Whilst it’s nice to have the computer algorithm and the heat pump working together to run efficiently, it’s important that the users are comfortable.
In my set up the users can turn on the heat pump at the flow controller in the machine room, with the vendor supplied mobile application or vendor website.
Notably this means the algorithm shouldn’t just step in an undo what the people just did. In fact, the algorithm doesn’t know what caused the change in state. I recently put a button on a dashboard in Emoncms and that can also be used to “boost” the heat pump for example.
So far I haven’t got round to reviewing the external intervention, but I am logging all the state every minute and also the actions my algorithm has performed so I’ll be able to identify at state changes that it wasn’t responsible for.
What has been interesting so far is that anecdotally I think the other users have intervened twice in five months to turn the system on. So I think the control algorithm is working OK.
It’s helped the user acceptance factor hugely by being able to say to the users “at any point you can change whatever you like”.
I used to work in an award winning green building where you could not decide when to open the windows. Despite the best intentions of the designers, it clearly wasn’t working properly and the users were incredibly frustrated that the machines were in control. On one occasion it even opened the windows during a Summer rainstorm and let the rain in on the computers and documents that were on the windowsill.
I know this doesn’t look like an “improve efficiency” tip, but as a developer it’s comforting knowing that if the efficiency algorithms go too far then the users will still be OK. It’s meant that I’ve been able to push closer to the edge of the comfort envelope and inevitably sometimes beyond it.
Of course I’m fortunate that I don’t have any vulnerable people in the building so I can experiment more wildly.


Prompt
All lines with the word "Diego" must be pulled from the entries below.

=-=-=

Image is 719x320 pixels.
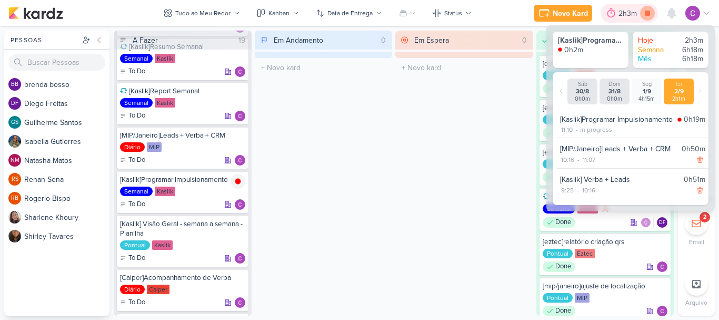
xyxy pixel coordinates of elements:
p: bb [11,82,18,87]
div: 4h15m [634,95,660,102]
div: Semanal [543,204,575,213]
div: [KASLIK] SALDO DA CONTA [543,192,668,201]
div: Colaboradores: Carlos Lima [641,217,654,227]
div: Responsável: Carlos Lima [235,199,245,210]
div: Responsável: Carlos Lima [657,305,668,316]
div: 2h3m [619,8,640,19]
input: + Novo kard [257,60,391,75]
div: Kaslik [155,186,175,196]
button: Novo Kard [534,5,592,22]
div: Kaslik [152,240,173,250]
div: Semanal [120,54,153,63]
div: Natasha Matos [8,154,21,166]
img: Carlos Lima [641,217,651,227]
div: [MIP/Janeiro]Leads + Verba + CRM [120,131,245,140]
div: Done [543,127,575,138]
div: Done [543,217,575,227]
div: [Kaslik]Report Semanal [120,86,245,96]
div: [Kaslik] Visão Geral - semana a semana - Planilha [120,219,245,238]
div: b r e n d a b o s s o [24,79,110,90]
p: Email [689,237,704,246]
div: To Do [120,253,145,263]
div: Responsável: Carlos Lima [235,66,245,77]
div: 0h19m [684,114,705,125]
div: Mês [638,54,670,64]
div: Diego Freitas [657,217,668,227]
p: Done [555,261,571,272]
div: Responsável: Diego Freitas [657,217,668,227]
img: Shirley Tavares [8,230,21,242]
div: 10:16 [581,185,596,195]
div: 0 [518,35,531,46]
img: Sharlene Khoury [8,211,21,223]
div: Pontual [543,293,573,302]
div: Guilherme Santos [8,116,21,128]
img: Carlos Lima [235,155,245,165]
div: Em Andamento [274,35,323,46]
div: 31/8 [602,87,628,95]
div: Rogerio Bispo [8,192,21,204]
img: Carlos Lima [235,199,245,210]
div: To Do [120,297,145,307]
div: Em Espera [414,35,449,46]
div: Semanal [120,186,153,196]
div: MIP [575,293,590,302]
div: 6h18m [672,54,703,64]
div: [eztec]qrcode [543,59,668,68]
img: tracking [558,47,562,52]
p: RS [12,176,18,182]
div: - [575,185,581,195]
p: To Do [128,253,145,263]
img: Carlos Lima [235,111,245,121]
div: [eztec]big numbers [543,147,668,157]
div: - [574,125,580,134]
img: tracking [231,174,245,188]
div: 30/8 [570,87,595,95]
div: [Kaslik] Verba + Leads [560,174,680,185]
img: Carlos Lima [657,305,668,316]
div: in progress [580,125,612,134]
img: kardz.app [8,7,63,19]
input: Buscar Pessoas [8,54,105,71]
div: Responsável: Carlos Lima [235,253,245,263]
div: - [575,155,582,164]
div: I s a b e l l a G u t i e r r e s [24,136,110,147]
div: brenda bosso [8,78,21,91]
div: 0h51m [684,174,705,185]
div: 19 [234,35,250,46]
div: To Do [120,199,145,210]
div: Ter [666,81,692,87]
p: To Do [128,111,145,121]
img: Carlos Lima [657,261,668,272]
img: Carlos Lima [235,297,245,307]
p: GS [11,120,18,125]
div: Responsável: Carlos Lima [235,155,245,165]
p: RB [11,195,18,201]
div: R o g e r i o B i s p o [24,193,110,204]
div: S h a r l e n e K h o u r y [24,212,110,223]
p: DF [659,220,665,225]
div: 2/9 [666,87,692,95]
div: Done [543,172,575,182]
p: Done [555,217,571,227]
div: Responsável: Carlos Lima [235,111,245,121]
div: D i e g o F r e i t a s [24,98,110,109]
div: Diário [120,142,145,152]
div: [eztec]demang gen remanescentes [543,103,668,113]
div: 0h0m [570,95,595,102]
div: [mip/janeiro]ajuste de localização [543,281,668,291]
div: Pontual [543,248,573,258]
img: Carlos Lima [235,66,245,77]
div: [MIP/Janeiro]Leads + Verba + CRM [560,143,678,154]
div: Pontual [543,115,573,124]
div: 10:16 [560,155,575,164]
div: Renan Sena [8,173,21,185]
img: Carlos Lima [235,253,245,263]
div: R e n a n S e n a [24,174,110,185]
div: 11:10 [560,125,574,134]
p: To Do [128,66,145,77]
div: 2h1m [666,95,692,102]
div: Pessoas [8,35,80,45]
div: Done [543,305,575,316]
p: To Do [128,297,145,307]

=-=-=

Your solution
div: Diego Freitas [657,217,668,227]
div: Responsável: Diego Freitas [657,217,668,227]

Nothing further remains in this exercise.